Friday, October 3, 2008

On the Genesis and Exodus in Event Processing


One of the greatest scientists I had the honor to meet in person (in a conference in France, 1991) is Lofti Zadeh the inventor of "fuzzy sets" which is one of the major ways to formulate inexact thinking. When I was an undergraduate student, there was an urban legend that Zadeh came with the fuzzy notion when his wife went out of town and left him a cooking recipe, trying to formalize the recipe he came out with the notion of fuzzy. Later in life I've met another great scientist and wonderful person, the late Manfred Kochen, who told me overa lunch in Ann-Arbor, that he has been a graduate student together with Zadeh in Columbia University; so I told him the urban legend and asked him if it is true, he was quite amused to hear it, and said that the problem that actually started the thinking about fuzzy theory was - formalizing the process of parking car between two parking cars, assuming the Fred Kochen told me the truth, was the genesis of fuzzy logic. It was interesting to observe that Tim Bass, in a couple of his latest Blog postings, have returned to the genesis of "complex event processing" citing topics that emerge from the papers that David Luckham's group in Stanford published in the late 1990-ies - the list contained:
  • Network Level Monitoring and Management;
  • Cyber Security: Network Intrusion Detection;
  • Enterprise Monitoring and Management,
  • Modelling and Simulation of Collaborative Business Processes;
  • Business Policy Monitoring;
  • Analysis and Debugging of Distributed Systems.

These applications are all still very much alive and kicking in the event processing space.

It is interesting to note that the genesis of data stream management in one of the earliest papers of the "stream" project, has been, surprise, surprise -- "network traffic management". It also should be noted that David Luckham and Jennifer Widom reside in the same building.

As the area of event processing have many ancestors - they have some more genesis books, for example, the term "active database" was first coined by Morgenstern in his VLDB paper from 1983 , and the genesis of Morgenstern has been - consistency and integrity applications. We still see compliance and governance (our current names) as major applications. Other ancestors are in the area of system management whose genesis has been the "root cause analysis" application - i.e. diagnostics of problems out of symptoms. We in the AMiT project in IBM Haifa Research Lab started also with looking at system management applications, and what is now called "business services management" - impact analysis of events in the IT on business processes. I think that at least some of the pub/sub companies started with distribution of new versions of software to subscribers, and of course some of the current event processing vendors started with applications like algorithmic trading in capital markets.

If we have used the biblical term genesis, we also may remember that the successor of "genesis" is "exodus", and in our term -- moving on and not staying just where we happened to start. While some of the software industry is based on niche players, where the niche may be quite big (one of the biggest IT companies in Israel has concentrated for many years mostly in the area of Telco billing, probably big enough to enable niche companies of several thousands employees), however, for more basic software like event processing tools, there is a big benefit in the ability to generalize beyond the genesis, and indeed we see now that some vendors are going after other markets that may seem beyond their "comfort zone" and need to make some adjustments (this phenomenon may be one of the drivers for standardization in this area, but I'll discuss this issue in another time), thus, we are watching growing list of applications and business problems that event processing can be part of its solution, both in the infrastructure area (which should grow to internet scale infrastructure) and the enterprise application area. To conclude this posting with citing another great speaker, Professor Stu Madnick from MIT, whom I remember giving an amusing talk about theoretical computer science saying something like: A bunch of people went to a close room taking with them some problems from the outside world, and since then they are still in the same close room, still working on the same problems, and sometimes inventing new problems . Well - we shall still solve the original problems, but also look around to find new ones, we are just in the early days of the event processing area, and probably did not discover much of its power to impact the business world. More - Later.

2 comments:

Richard Veryard said...

"we are just in the early days of the event processing area"

If we are following your suggested path of technological maturity, the next step would be to define a systematic set of processes, procedures, policies and governance (Leviticus) and then we might eventually get to metrication (Numbers) and management review (Deuteronomy).

:)

Opher Etzion said...

Excellent response Richard.

The next step should be to make order in the chaos.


Whenever a line of the entries below holds the string "pixels", copy that line and return it.

Exercise data
________________________

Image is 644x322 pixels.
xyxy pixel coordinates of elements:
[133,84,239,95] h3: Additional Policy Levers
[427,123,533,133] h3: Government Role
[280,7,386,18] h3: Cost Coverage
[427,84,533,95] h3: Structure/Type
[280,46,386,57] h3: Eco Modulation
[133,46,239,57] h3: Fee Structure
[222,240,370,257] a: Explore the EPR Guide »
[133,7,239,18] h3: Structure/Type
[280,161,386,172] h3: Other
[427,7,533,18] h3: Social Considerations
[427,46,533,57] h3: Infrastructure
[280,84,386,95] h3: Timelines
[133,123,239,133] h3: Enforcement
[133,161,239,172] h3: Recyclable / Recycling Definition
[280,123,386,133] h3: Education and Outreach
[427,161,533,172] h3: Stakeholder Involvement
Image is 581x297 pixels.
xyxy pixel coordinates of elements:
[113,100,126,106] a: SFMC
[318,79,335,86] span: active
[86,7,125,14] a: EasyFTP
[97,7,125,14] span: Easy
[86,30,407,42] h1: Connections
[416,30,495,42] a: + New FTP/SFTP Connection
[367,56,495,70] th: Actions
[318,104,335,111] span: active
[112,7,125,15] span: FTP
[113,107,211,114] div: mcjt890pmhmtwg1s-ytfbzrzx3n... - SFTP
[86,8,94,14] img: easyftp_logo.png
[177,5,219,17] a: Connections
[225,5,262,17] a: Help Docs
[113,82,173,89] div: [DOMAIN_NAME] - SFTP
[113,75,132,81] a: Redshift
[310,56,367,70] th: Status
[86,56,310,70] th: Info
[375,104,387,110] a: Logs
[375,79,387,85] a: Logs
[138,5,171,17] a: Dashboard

________________________

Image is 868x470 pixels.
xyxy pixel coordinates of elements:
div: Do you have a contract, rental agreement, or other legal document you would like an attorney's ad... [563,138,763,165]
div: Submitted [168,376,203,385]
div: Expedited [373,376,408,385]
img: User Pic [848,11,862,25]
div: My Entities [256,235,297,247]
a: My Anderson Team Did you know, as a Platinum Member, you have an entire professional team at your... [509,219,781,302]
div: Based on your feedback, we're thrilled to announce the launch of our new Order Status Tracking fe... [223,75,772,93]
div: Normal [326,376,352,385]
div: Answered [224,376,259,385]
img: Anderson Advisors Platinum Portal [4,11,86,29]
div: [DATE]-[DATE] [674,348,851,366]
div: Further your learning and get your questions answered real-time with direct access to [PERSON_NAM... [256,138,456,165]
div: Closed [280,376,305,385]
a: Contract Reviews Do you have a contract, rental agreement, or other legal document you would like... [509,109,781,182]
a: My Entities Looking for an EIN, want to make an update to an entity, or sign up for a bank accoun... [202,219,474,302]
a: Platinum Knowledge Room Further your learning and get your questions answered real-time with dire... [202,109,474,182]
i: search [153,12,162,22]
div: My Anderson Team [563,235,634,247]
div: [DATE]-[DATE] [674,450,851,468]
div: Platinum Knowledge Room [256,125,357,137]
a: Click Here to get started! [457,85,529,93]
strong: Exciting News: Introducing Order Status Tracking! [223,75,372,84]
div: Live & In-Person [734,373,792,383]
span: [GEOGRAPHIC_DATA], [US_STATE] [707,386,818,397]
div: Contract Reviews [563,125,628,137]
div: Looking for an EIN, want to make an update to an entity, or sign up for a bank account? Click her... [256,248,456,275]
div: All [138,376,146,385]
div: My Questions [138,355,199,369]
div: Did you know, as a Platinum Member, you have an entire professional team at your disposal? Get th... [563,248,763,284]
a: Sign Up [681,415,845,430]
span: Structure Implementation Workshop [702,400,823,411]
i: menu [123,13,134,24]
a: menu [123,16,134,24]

________________________

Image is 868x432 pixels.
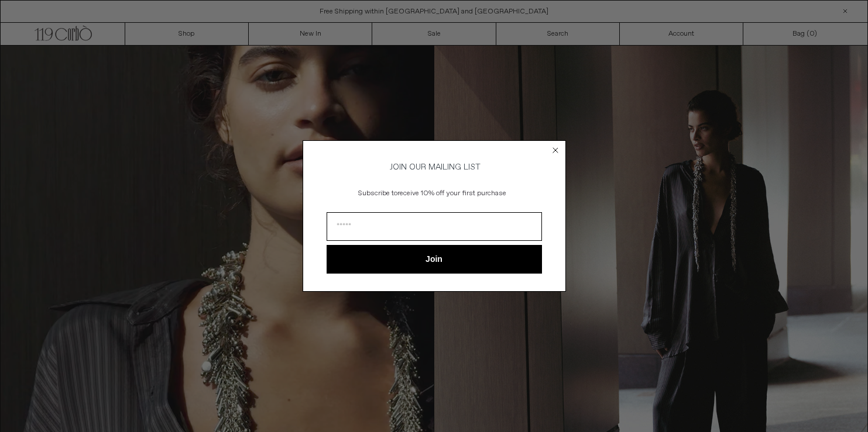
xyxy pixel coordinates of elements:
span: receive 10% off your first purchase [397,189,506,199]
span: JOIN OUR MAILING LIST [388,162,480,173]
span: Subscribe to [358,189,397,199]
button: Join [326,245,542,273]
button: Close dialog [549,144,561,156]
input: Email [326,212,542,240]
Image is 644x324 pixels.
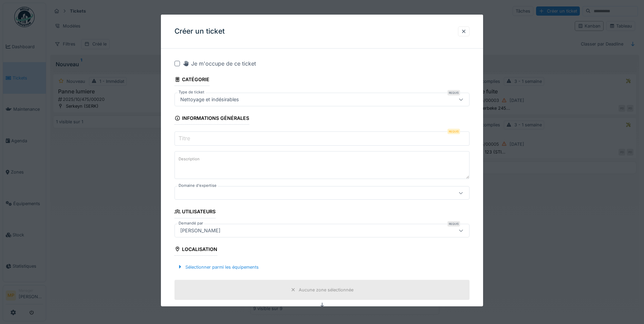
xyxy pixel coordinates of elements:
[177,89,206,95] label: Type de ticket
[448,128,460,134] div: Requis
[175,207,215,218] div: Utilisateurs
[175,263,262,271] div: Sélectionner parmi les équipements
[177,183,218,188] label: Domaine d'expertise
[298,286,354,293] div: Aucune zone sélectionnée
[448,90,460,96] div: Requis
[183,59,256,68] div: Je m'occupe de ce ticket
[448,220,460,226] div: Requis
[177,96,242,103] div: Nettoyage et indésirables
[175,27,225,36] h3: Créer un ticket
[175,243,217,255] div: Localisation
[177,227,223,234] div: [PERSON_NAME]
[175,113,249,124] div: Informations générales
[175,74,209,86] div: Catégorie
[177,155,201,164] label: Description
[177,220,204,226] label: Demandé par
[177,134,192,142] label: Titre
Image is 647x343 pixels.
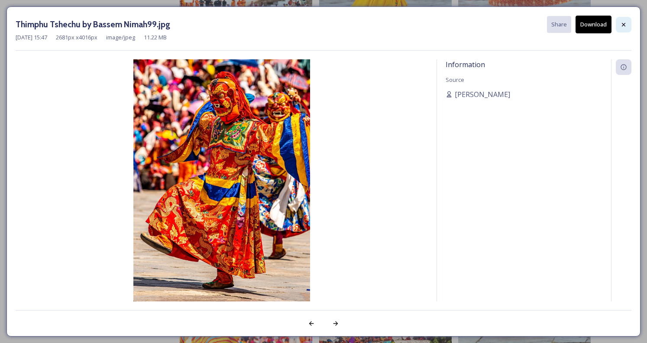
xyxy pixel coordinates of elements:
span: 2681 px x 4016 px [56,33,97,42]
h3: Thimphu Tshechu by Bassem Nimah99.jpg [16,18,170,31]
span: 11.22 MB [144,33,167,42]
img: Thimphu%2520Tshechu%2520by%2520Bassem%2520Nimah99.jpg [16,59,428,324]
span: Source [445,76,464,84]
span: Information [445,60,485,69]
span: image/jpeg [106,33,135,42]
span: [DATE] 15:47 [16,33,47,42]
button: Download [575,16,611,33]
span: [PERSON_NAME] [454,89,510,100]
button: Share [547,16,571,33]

________________________

Solution for this task
Image is 644x322 pixels.
Image is 581x297 pixels.
Image is 868x470 pixels.
Image is 868x432 pixels.
Image is 644x324 pixels.
Image is 647x343 pixels.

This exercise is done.